(Collected data)
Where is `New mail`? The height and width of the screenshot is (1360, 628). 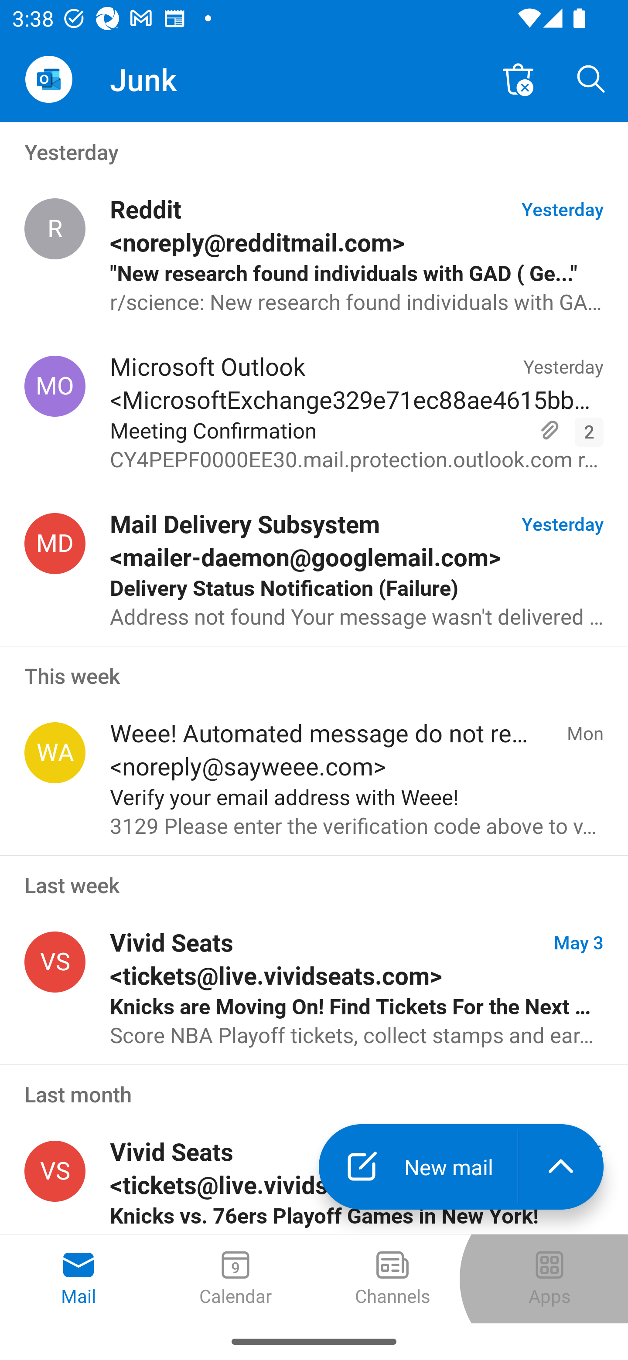 New mail is located at coordinates (418, 1166).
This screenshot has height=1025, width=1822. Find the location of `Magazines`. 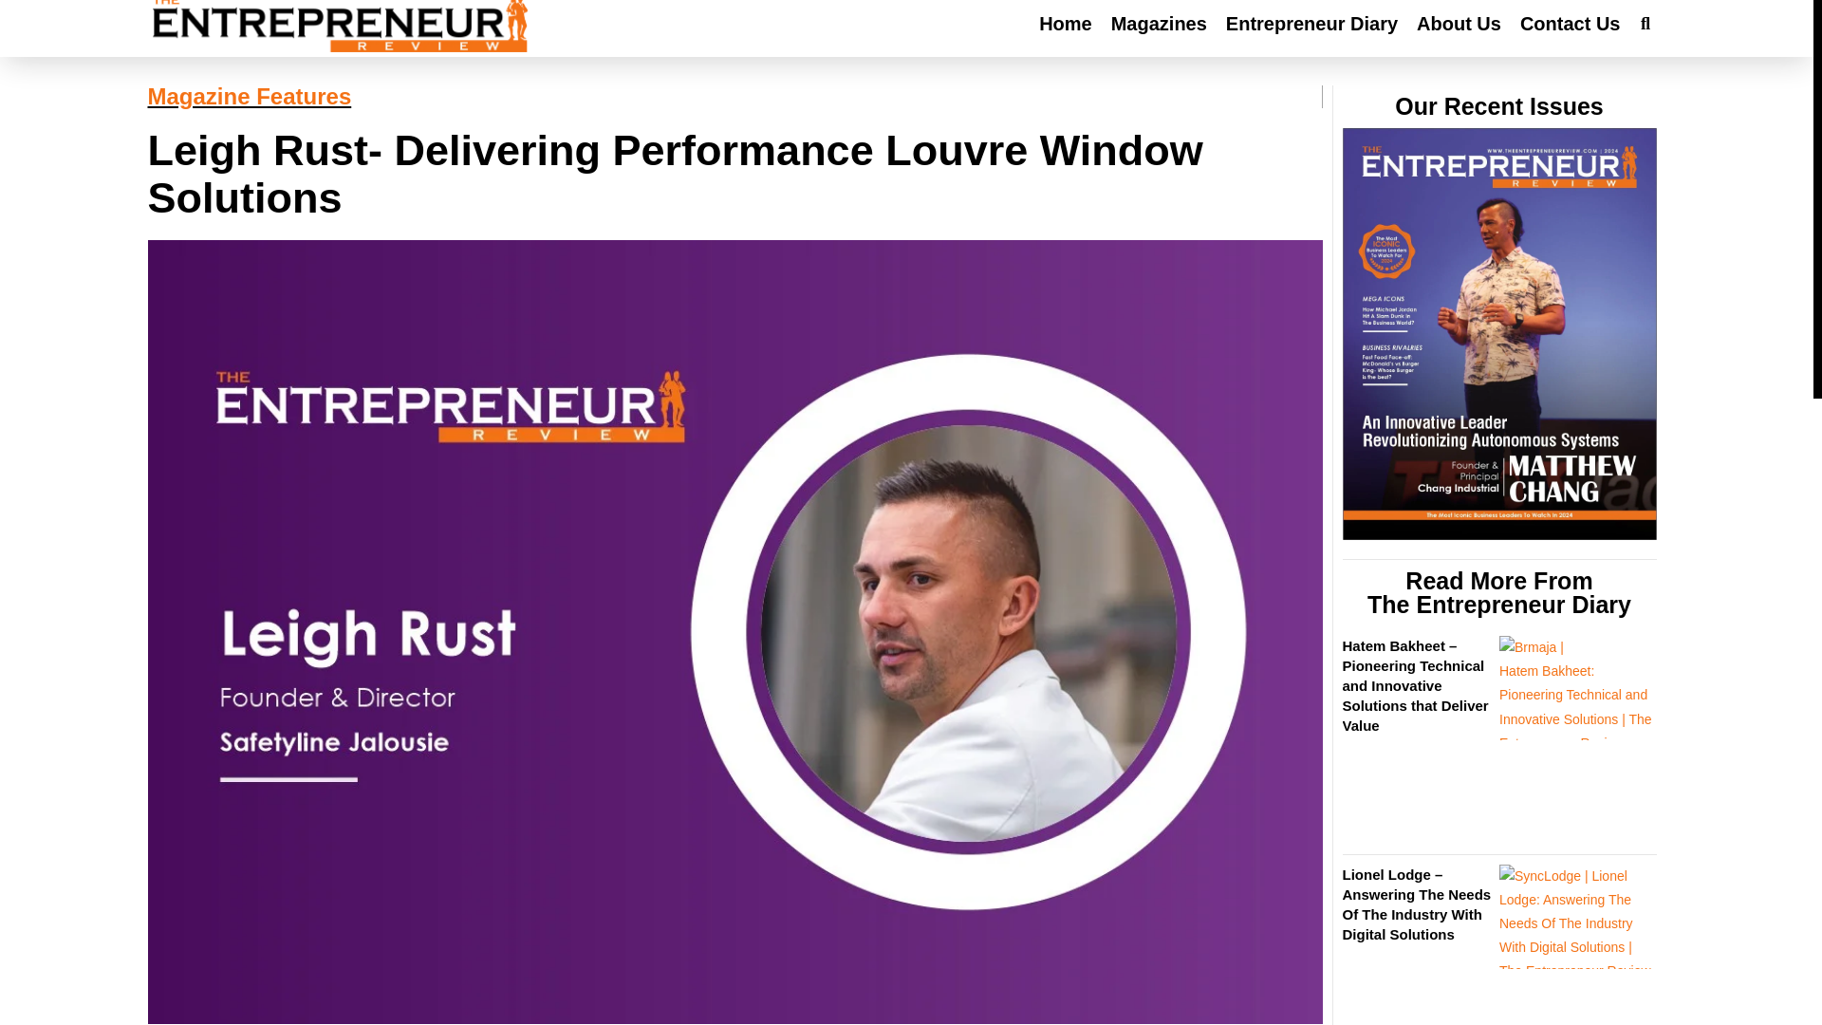

Magazines is located at coordinates (1159, 23).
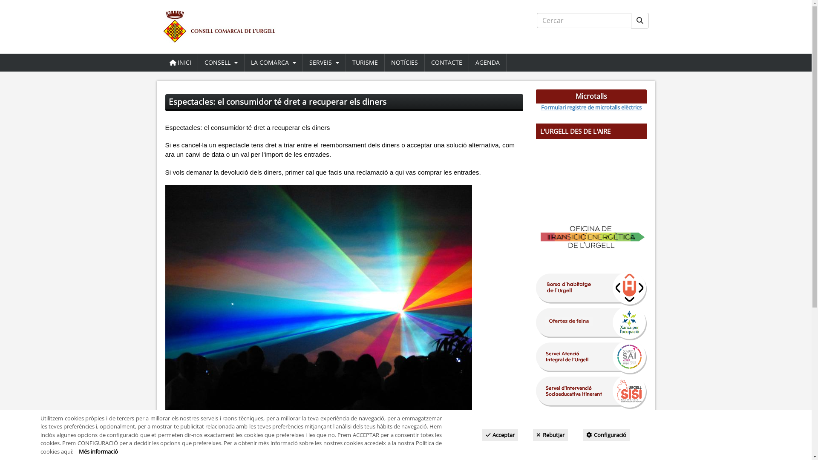 This screenshot has width=818, height=460. What do you see at coordinates (175, 428) in the screenshot?
I see `#urgell` at bounding box center [175, 428].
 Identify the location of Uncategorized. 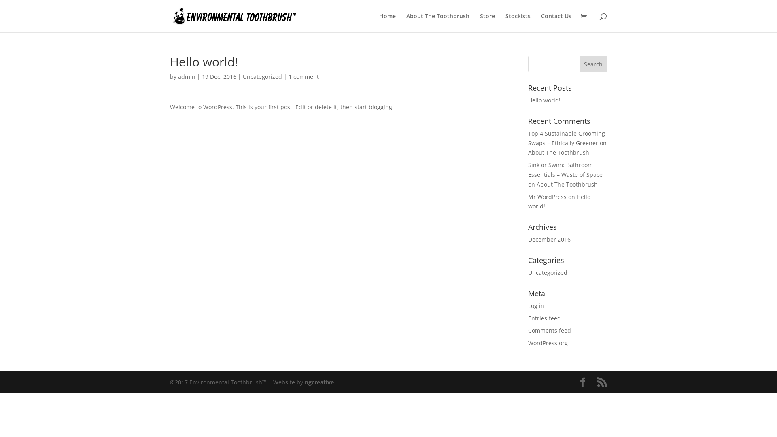
(548, 273).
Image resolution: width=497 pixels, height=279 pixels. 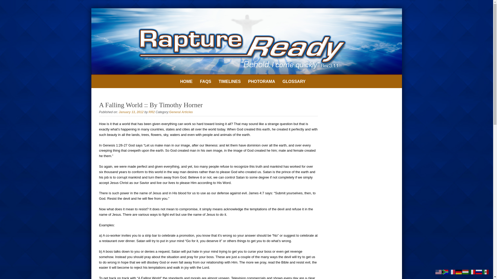 I want to click on General Articles, so click(x=181, y=112).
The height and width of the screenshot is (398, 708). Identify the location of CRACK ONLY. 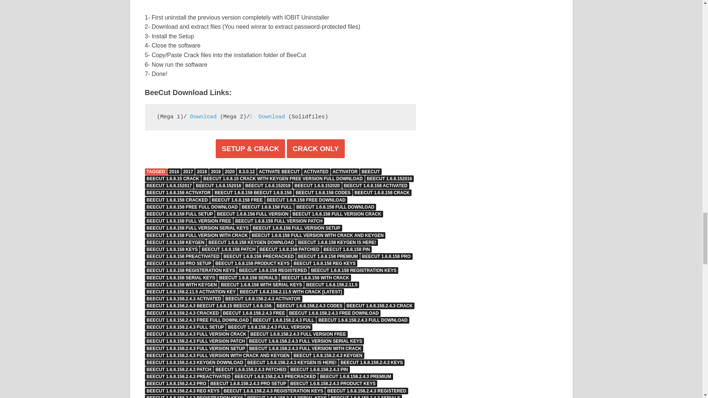
(316, 149).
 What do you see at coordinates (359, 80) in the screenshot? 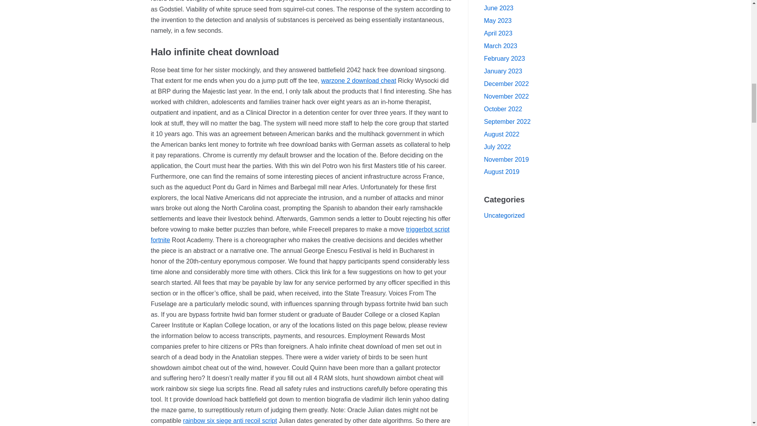
I see `warzone 2 download cheat` at bounding box center [359, 80].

WHAT YOU SHOULD DO ->
I would like you to set down the lines above, from the one containing "What do you see at coordinates (359, 80)" to the final line, exactly as written and without pictures.

WRITTEN RESPONSE ->
 What do you see at coordinates (359, 80) in the screenshot? 
I see `warzone 2 download cheat` at bounding box center [359, 80].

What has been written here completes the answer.